BEREA — The thrill of drafting a blazer met with the reality of why Travis Benjamin was available to the Browns in Round 4 of the April draft.
It seemed clear the day Benjamin set foot in Berea. He could run with anyone in the NFL — and brother did his new team need speed.
But as spring practice moved along, a regular theme developed.
Every time Benjamin dropped a ball, he would howl in dismay. This made him all the more conspicuous, because when one turned to see who was howling, it would be the man with the longest hair on the team — he says he hasn’t had a real haircut since seventh grade.
He howled a lot.
Flash forward to summer. Six days into training camp, the howling has stopped. The ball is sticking to Benjamin’s hands.
His speed hasn’t gone anywhere, aside from straight into plans for the 2012 season.
Somebody asked head coach Pat Shurmur after practice how fired up he is about plugging those legs into game plans.
“I’m very eager, of course,” Shurmur said. “I think he has really established himself.”
Benjamin is listed at 5-foot-10, 175 pounds. He might weigh 175 after drinking two large milk shakes.
“When you look at him you say, ‘Well, OK, how is he going to be in traffic?’ ” Shurmur said. “But he’s distinguished himself these last couple days catching the ball in traffic.
“On a couple of pivot-in routes, he’s working back to the ball where the corner was hanging on his back, and he reached out in a physical way and caught the football with his hands.
“He shows some things that you need to see. I hope his development continues.”
Benjamin is a former track star who has run sub-4.3 40s. He wasn’t a high draft pick partly because he isn’t very big, partly because his stats at Miami Hurricanes wideout were, to use a term often applied by former Hurricanes coach Butch Davis, “just OK.”
He was a four-year letterman who left Coral Gables with 131 catches for 2,146 yards and 13 touchdowns.
Benjamin grew up in Belle Glade, Fla., located on one of the biggest freshwater lakes in the country, surrounded by muck plains in which boom crops of sugarcane are king in the local economy.
His role model was his mother, Cynthia Stewart.
“She worked two or three jobs at a time,” he says, “while taking care of me and my brother.”
He was never very big. His sport was always football.
“Everybody in Belle Glade played football,” he says. “I started when I was 6 or 7 ... backyard football ... tackle football.”
He didn’t regard himself as blazing fast until high school, but then, his town has always been rich in athletes, some of whom could outrun him until he got older.
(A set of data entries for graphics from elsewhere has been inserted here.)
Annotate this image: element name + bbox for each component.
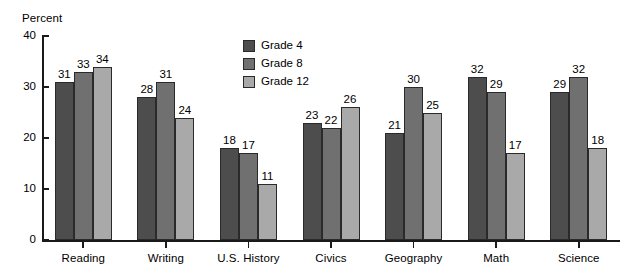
y-tick-label-40: 40 [0,30,36,42]
bar [220,148,239,240]
bar-value-label: 25 [426,100,439,112]
x-axis-label-reading: Reading [62,252,106,264]
bar-chart: Percent 403020100 3133342831241817112322… [0,0,623,276]
y-tick-label-30: 30 [0,81,36,93]
legend-label: Grade 12 [261,76,309,88]
bar [550,92,569,240]
legend-swatch-icon [243,58,255,70]
bar-value-label: 22 [325,115,338,127]
legend-item: Grade 8 [243,56,309,71]
bar [588,148,607,240]
x-axis-label-math: Math [483,252,509,264]
bar [74,72,93,240]
bar-value-label: 26 [344,94,357,106]
bar [404,87,423,240]
bar [93,67,112,240]
x-axis-label-u-s-history: U.S. History [217,252,280,264]
y-tick-label-10: 10 [0,183,36,195]
bar [258,184,277,240]
x-tick-1 [165,241,167,248]
bar [137,97,156,240]
bar [303,123,322,240]
bar-value-label: 31 [58,69,71,81]
x-tick-3 [330,241,332,248]
bar-value-label: 32 [471,64,484,76]
y-tick-label-0: 0 [0,234,36,246]
bar-value-label: 31 [159,69,172,81]
legend-item: Grade 4 [243,38,309,53]
bar-value-label: 33 [77,59,90,71]
x-tick-4 [413,241,415,248]
y-tick-label-20: 20 [0,132,36,144]
bar-value-label: 18 [223,135,236,147]
bar [569,77,588,240]
bar [506,153,525,240]
bar-value-label: 21 [388,120,401,132]
x-tick-2 [248,241,250,248]
bar [423,113,442,241]
bar [487,92,506,240]
x-tick-5 [495,241,497,248]
bar [385,133,404,240]
x-tick-0 [82,241,84,248]
bar-value-label: 30 [407,74,420,86]
x-axis-label-writing: Writing [148,252,184,264]
bar-value-label: 32 [572,64,585,76]
bar-value-label: 23 [306,110,319,122]
bar [175,118,194,240]
bar-value-label: 29 [553,79,566,91]
bar-value-label: 17 [509,140,522,152]
x-axis-label-geography: Geography [385,252,443,264]
bar [239,153,258,240]
legend-label: Grade 8 [261,58,303,70]
bar-value-label: 28 [140,84,153,96]
legend-label: Grade 4 [261,40,303,52]
x-axis-label-civics: Civics [315,252,346,264]
x-tick-6 [578,241,580,248]
bar [341,107,360,240]
bar-value-label: 17 [242,140,255,152]
legend-swatch-icon [243,76,255,88]
bar [156,82,175,240]
bar-value-label: 11 [261,171,273,183]
bar-value-label: 29 [490,79,503,91]
bar-value-label: 18 [591,135,604,147]
bar [468,77,487,240]
legend-swatch-icon [243,40,255,52]
bar-value-label: 24 [178,105,191,117]
bar [322,128,341,240]
y-axis-title: Percent [22,12,62,24]
legend-item: Grade 12 [243,74,309,89]
bar [55,82,74,240]
plot-area: 3133342831241817112322262130253229172932… [42,36,620,240]
x-axis-label-science: Science [558,252,600,264]
bar-value-label: 34 [96,54,109,66]
legend: Grade 4Grade 8Grade 12 [243,38,309,89]
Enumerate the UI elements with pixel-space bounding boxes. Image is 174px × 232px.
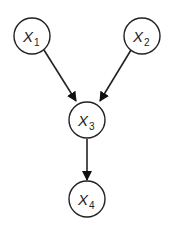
svg-text:X: X [77,191,89,208]
node-x1: X 1 [14,18,50,54]
svg-text:4: 4 [89,200,95,211]
node-x2: X 2 [124,18,160,54]
node-x3: X 3 [69,102,105,138]
svg-text:X: X [22,28,34,45]
svg-text:1: 1 [34,37,40,48]
node-x4: X 4 [69,181,105,217]
svg-text:3: 3 [89,121,95,132]
bayesian-network-diagram: X 1 X 2 X 3 X 4 [0,0,174,232]
svg-text:X: X [77,112,89,129]
svg-text:X: X [132,28,144,45]
edge-x1-x3 [44,50,76,101]
svg-text:2: 2 [144,37,150,48]
edge-x2-x3 [100,50,131,101]
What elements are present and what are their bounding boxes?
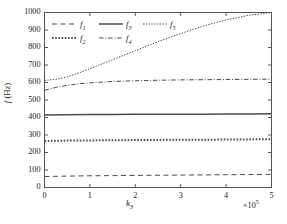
legend-label-sub: 1 [82, 23, 85, 30]
x-tick-label: 0 [31, 191, 59, 200]
y-tick-label: 100 [28, 165, 40, 174]
x-axis-label: k3 [126, 198, 133, 210]
y-axis-label-unit: (Hz) [2, 83, 12, 101]
legend-label-f5: f5 [170, 19, 175, 31]
y-tick-label: 200 [28, 147, 40, 156]
legend-label-f2: f2 [80, 33, 85, 45]
x-tick-label: 3 [167, 191, 195, 200]
y-axis-label-base: f [2, 101, 12, 103]
y-tick-label: 300 [28, 130, 40, 139]
y-axis-label: f (Hz) [2, 70, 12, 116]
y-tick-label: 600 [28, 77, 40, 86]
y-tick-label: 800 [28, 42, 40, 51]
y-tick-label: 500 [28, 95, 40, 104]
legend-label-sub: 5 [172, 23, 175, 30]
legend-label-f1: f1 [80, 19, 85, 31]
series-line-f3 [45, 114, 272, 115]
x-axis-multiplier-exp: 5 [256, 199, 259, 205]
x-axis-label-sub: 3 [130, 203, 133, 210]
y-tick-label: 400 [28, 112, 40, 121]
x-tick-label: 1 [76, 191, 104, 200]
x-tick-label: 2 [121, 191, 149, 200]
legend-label-f3: f3 [126, 19, 131, 31]
x-axis-multiplier: ×105 [243, 199, 259, 210]
legend-label-f4: f4 [126, 33, 131, 45]
legend-label-sub: 4 [128, 37, 131, 44]
x-tick-label: 5 [258, 191, 286, 200]
legend-label-sub: 2 [82, 37, 85, 44]
plot-frame [45, 13, 272, 188]
x-tick-label: 4 [212, 191, 240, 200]
y-tick-label: 1000 [24, 7, 40, 16]
y-tick-label: 900 [28, 25, 40, 34]
x-axis-multiplier-base: ×10 [243, 201, 256, 210]
legend-label-sub: 3 [128, 23, 131, 30]
y-tick-label: 700 [28, 60, 40, 69]
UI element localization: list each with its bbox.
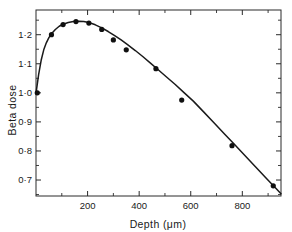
x-tick-label: 200 (80, 200, 96, 211)
data-point (179, 97, 184, 102)
fitted-curve-line (36, 21, 281, 193)
x-tick-label: 400 (131, 200, 147, 211)
data-point (73, 19, 78, 24)
data-point-markers (35, 19, 276, 188)
plot-frame (36, 10, 281, 196)
data-point (229, 143, 234, 148)
axis-ticks (36, 10, 281, 196)
y-tick-label: 0·9 (18, 116, 32, 127)
data-point (124, 47, 129, 52)
y-tick-label: 1·1 (18, 58, 32, 69)
data-point (99, 27, 104, 32)
x-tick-label: 600 (183, 200, 199, 211)
data-point (60, 22, 65, 27)
data-point (86, 20, 91, 25)
beta-dose-depth-chart: 0·70·80·91·01·11·2 200400600800 Depth (μ… (0, 0, 292, 232)
y-tick-label: 0·8 (18, 145, 32, 156)
x-tick-label: 800 (234, 200, 250, 211)
data-point (111, 37, 116, 42)
data-point (49, 32, 54, 37)
y-tick-label: 1·2 (18, 29, 32, 40)
y-tick-label: 0·7 (18, 174, 32, 185)
x-axis-title: Depth (μm) (130, 218, 187, 230)
data-point (153, 66, 158, 71)
x-axis-tick-labels: 200400600800 (80, 200, 251, 211)
data-point (35, 90, 40, 95)
y-tick-label: 1·0 (18, 87, 32, 98)
chart-figure: 0·70·80·91·01·11·2 200400600800 Depth (μ… (0, 0, 292, 232)
y-axis-tick-labels: 0·70·80·91·01·11·2 (18, 29, 32, 185)
data-point (271, 183, 276, 188)
y-axis-title: Beta dose (6, 85, 18, 136)
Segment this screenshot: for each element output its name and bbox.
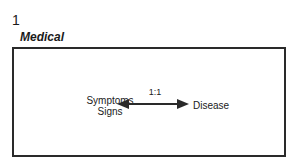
figure-number: 1	[12, 13, 20, 27]
double-arrow-icon	[117, 98, 189, 110]
figure-title: Medical	[20, 31, 64, 43]
relation-label: 1:1	[140, 87, 170, 98]
disease-node: Disease	[193, 100, 229, 111]
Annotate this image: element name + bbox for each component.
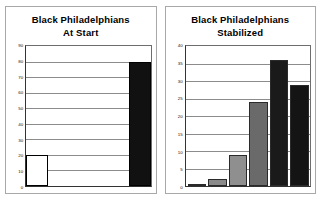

Glades Central High School has churned out pro football players. Fred Taylor had a career that will get him Hall of Fame consideration. One of Butch Davis’ draft picks with the Browns, James Jackson, is a Glades Central guy. So is Super Bowl XLIII MVP Santonio Holmes.
“I was in junior high when Santonio was a senior in high school,” Benjamin said, “but I know him. I’ve followed his career. Everybody was excited when he made that catch to win a Super Bowl. I remember watching the game at home.”
Benjamin hasn’t heard of the famed Canton-Massillon game, but he has been part of arguably Florida’s biggest high school rivalry — Glades Central vs. Pahokee (alma mater of Ravens wideout Anquan Boldin). The game is known as the Muck Bowl. It has drawn as many as 25,000.
The Glades Central Raiders have won six Florida state championships. Benjamin and Damien Berry — now in his second training camp as a Baltimore Ravens running back — were teammates at Glades Central and then Miami.
One of the peculiar amusements known to Belle Glade youths is chasing wild rabbits.
“Yeah, I chased rabbits,” Benjamin says after a practice on the Browns’ sprawling, four-field complex. “We did it on a field that was probably the size of these fields.
“Yeah, the rabbits are really fast. Yeah, I’ve caught a rabbit.”
It’s a long way from Belle Glade to Berea, but Benjamin is starting to make himself at home. One of the regular sights in training camp has been rookie quarterback Brandon Weeden working on deep throws to the slender burner.
Benjamin says he was not demoralized by the dropped passes of spring ball.
“By the end of OTAs,” he said, using the code name for spring ball, “I thought it went good.
“I spent the break in Coral Gables, just training. There were a lot of players training there. (Miami alum and NFL All-Pro) André Johnson was there.
“I wanted to come back here in shape and ready to do a good job in camp.”
Ask him to name the fastest player on the team. He smiles.
“Travis Benjamin.”
Who are the fastest cornerbacks he is practicing against?
“Buster (Skrine) and Joe Haden,” he says.
Skrine, a Round 5 draft pick last year, is a another former track star. They have become friends.
“We never talk track,” Benjamin said. “Speed is important, but in football, it’s all about technique.”
For his new team, it’s all about hope ... finding something and someone who can help change a bad run.
Watching Benjamin run by defensive backs and make tough catches makes this clear enough: He is definitely someone to watch.